It is the artist who realizes that there is a supreme force above him and works gladly away as a small apprentice under God’s heaven.

More quotes from Alexander Solzhenitsyn

It is the artist who realizes that there is a supreme force above him and works gladly away as a small apprentice under God’s heaven.

Alexander Solzhenitsyn

Literature transmits incontrovertible condensed experience… from generation to generation. In this way literature becomes the living memory of a nation.

Alexander Solzhenitsyn

Own only what you can always carry with you: know languages, know countries, know people. Let your memory be your travel bag.

Alexander Solzhenitsyn

The battleline between good and evil runs through the heart of every man.

Alexander Solzhenitsyn

Literature becomes the living memory of a nation.

Alexander Solzhenitsyn

Human beings yield in many situations, even important and spiritual and central ones, as long as it prolongs one’s well-being.

Alexander Solzhenitsyn

Justice is conscience, not a personal conscience but the conscience of the whole of humanity.
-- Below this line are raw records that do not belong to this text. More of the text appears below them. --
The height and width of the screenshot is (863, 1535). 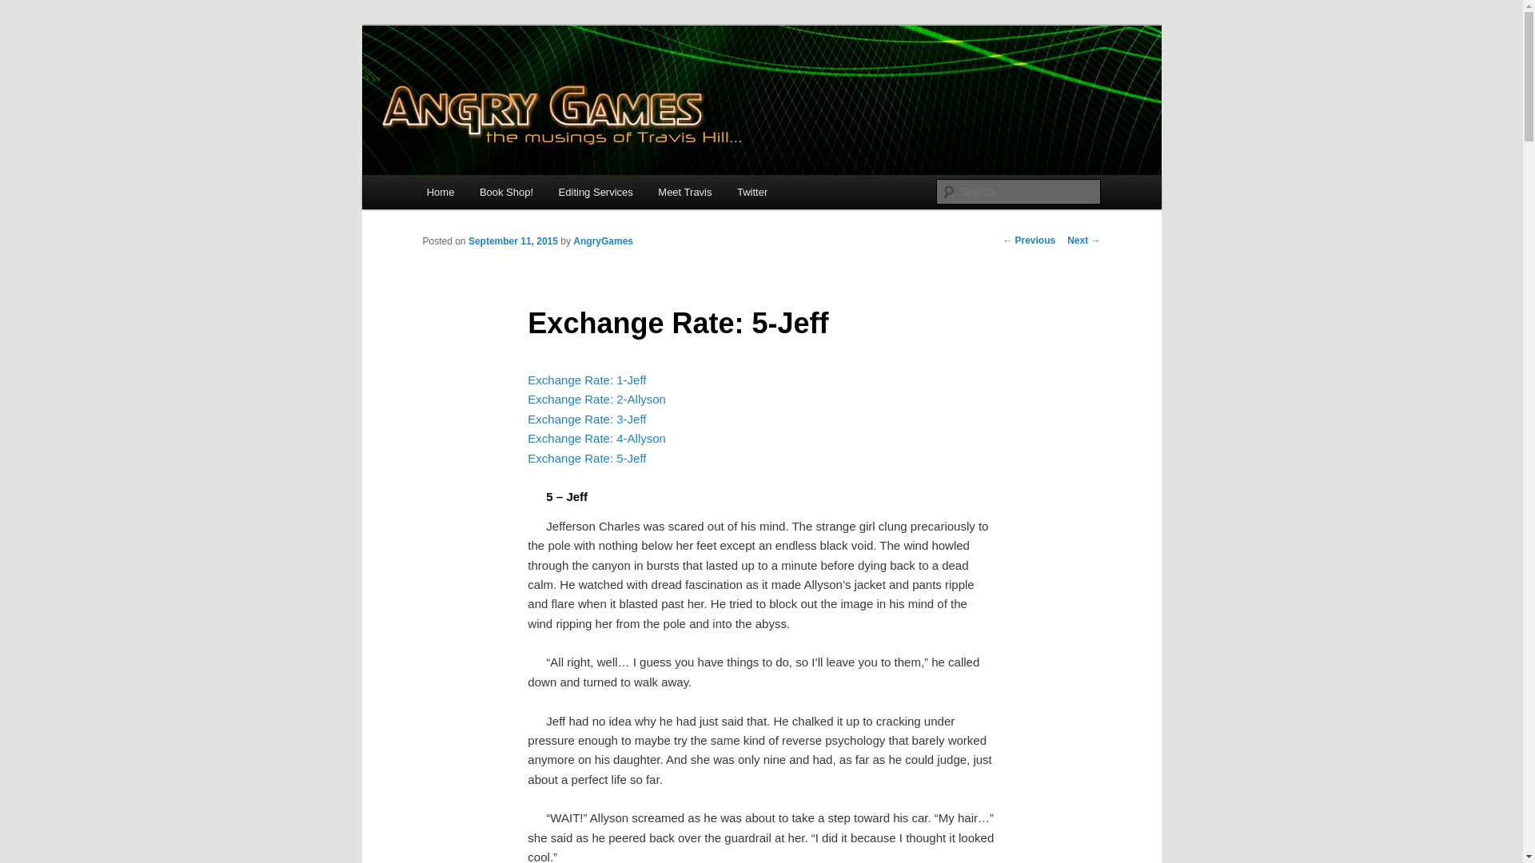 I want to click on Angry Games, so click(x=500, y=83).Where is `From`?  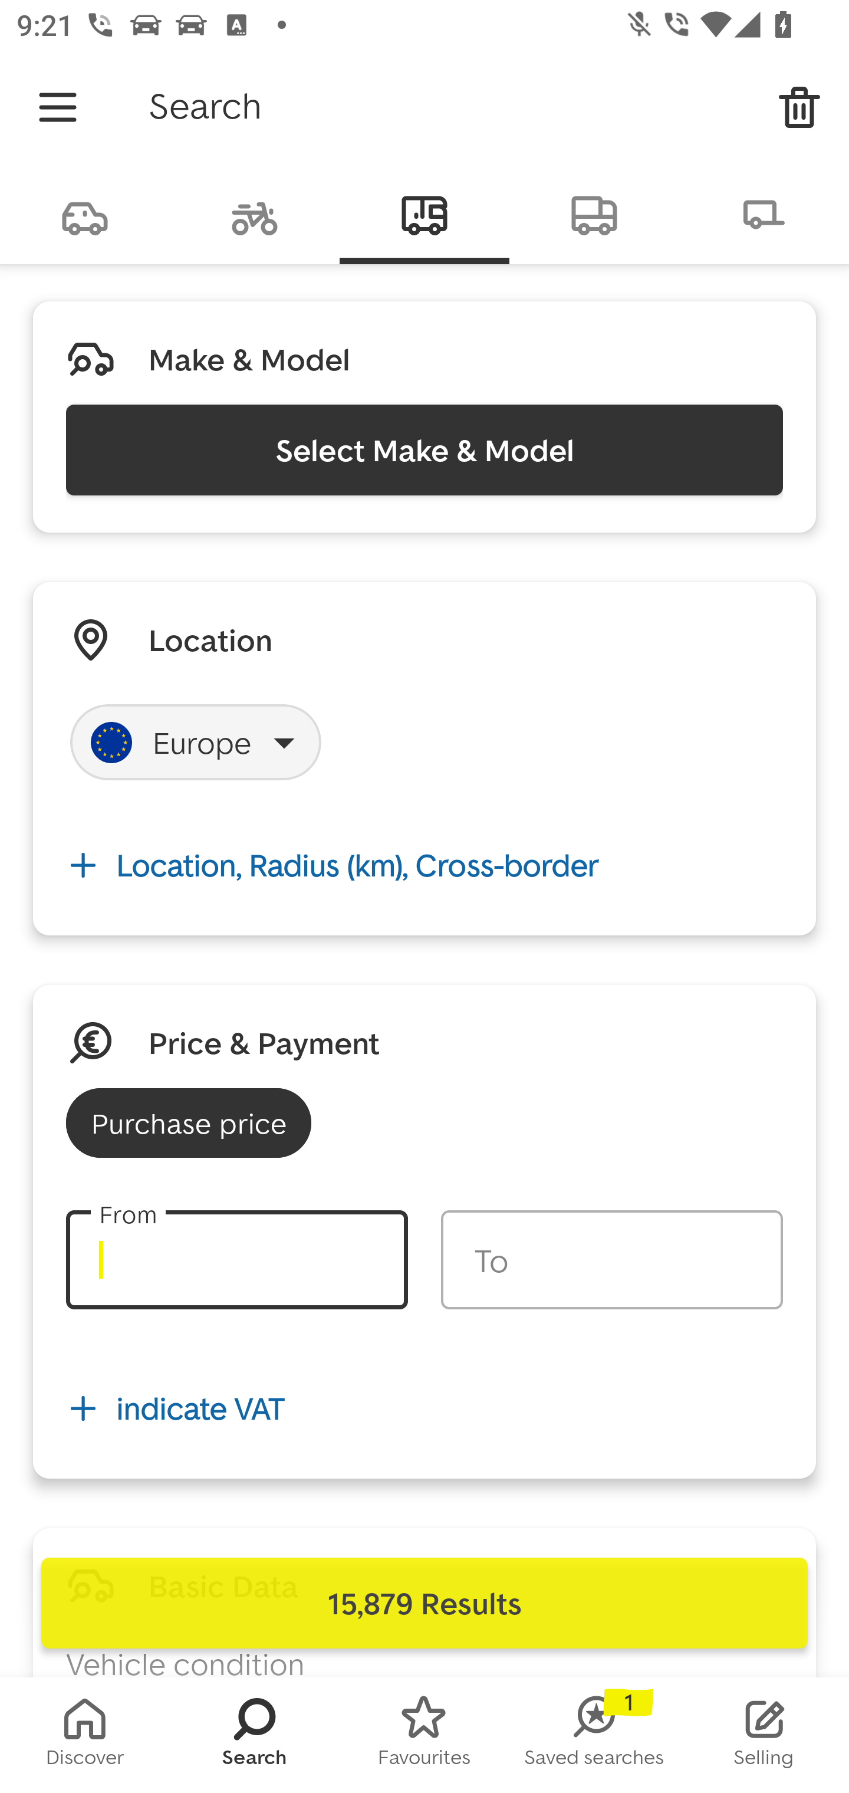
From is located at coordinates (237, 1260).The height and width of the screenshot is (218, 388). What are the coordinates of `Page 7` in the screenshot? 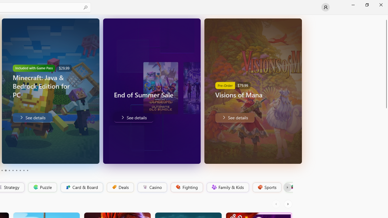 It's located at (16, 170).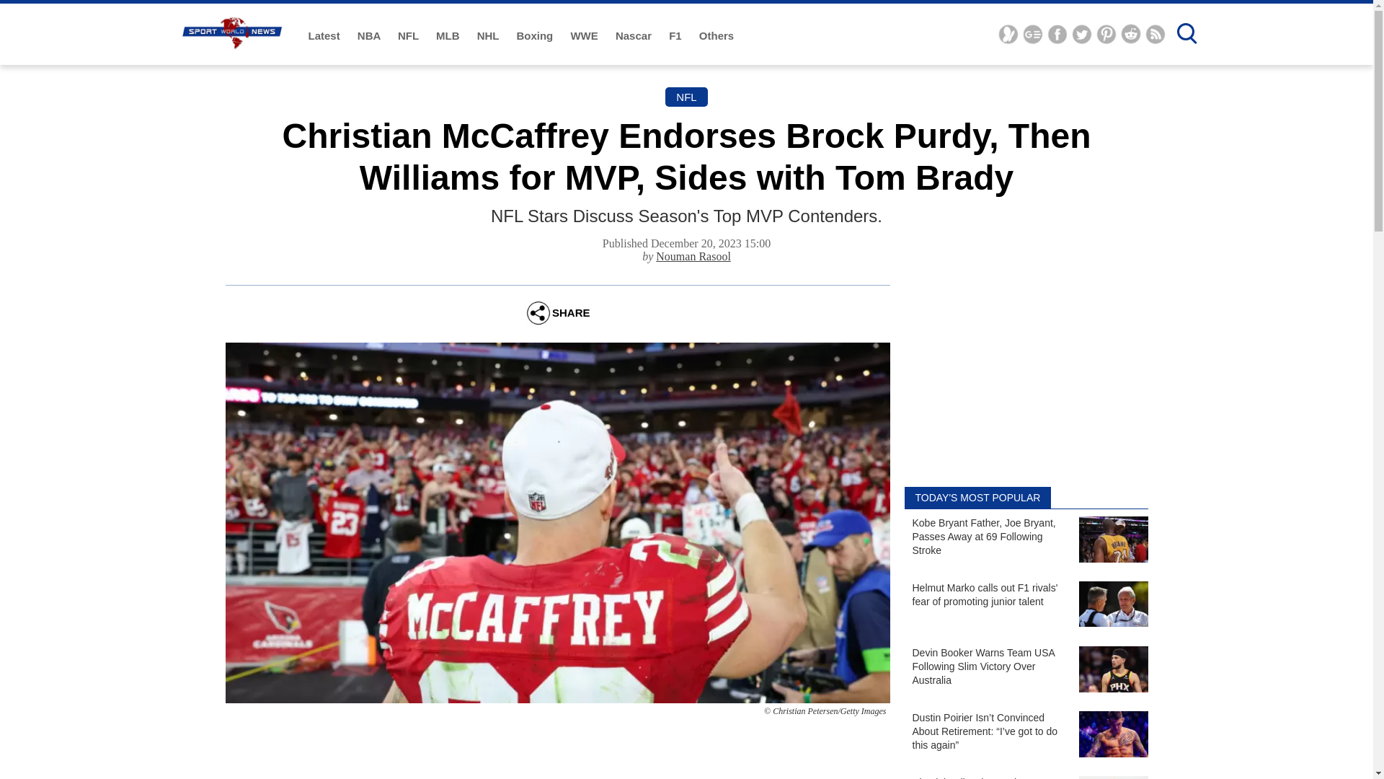  What do you see at coordinates (716, 36) in the screenshot?
I see `Others` at bounding box center [716, 36]. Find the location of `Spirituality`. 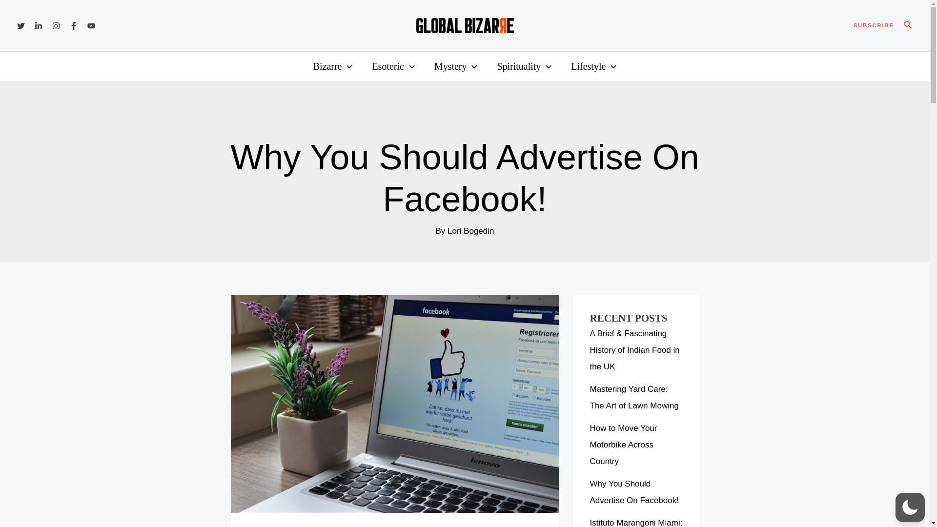

Spirituality is located at coordinates (524, 66).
Those who clearly recognize the voice of their own conscience usually recognize also the voice of justice.

Alexander Solzhenitsyn

For a country to have a great writer is like having another government. That’s why no regime has ever loved great writers, only minor ones.

Alexander Solzhenitsyn

The clock of communism has stopped striking. But its concrete building has not yet come crashing down. For that reason, instead of freeing ourselves, we must try to save ourselves from being crushed by its rubble.

Alexander Solzhenitsyn

Hastiness and superficiality are the psychic diseases of the twentieth century, and more than anywhere else this disease is reflected in the press.

Alexander Solzhenitsyn

For us in Russia, communism is a dead dog, while, for many people in the West, it is still a living lion.

Alexander Solzhenitsyn

The sole substitute for an experience which we have not ourselves lived through is art and literature.

Alexander Solzhenitsyn

How can you expect a man who’s warm to understand one who’s cold?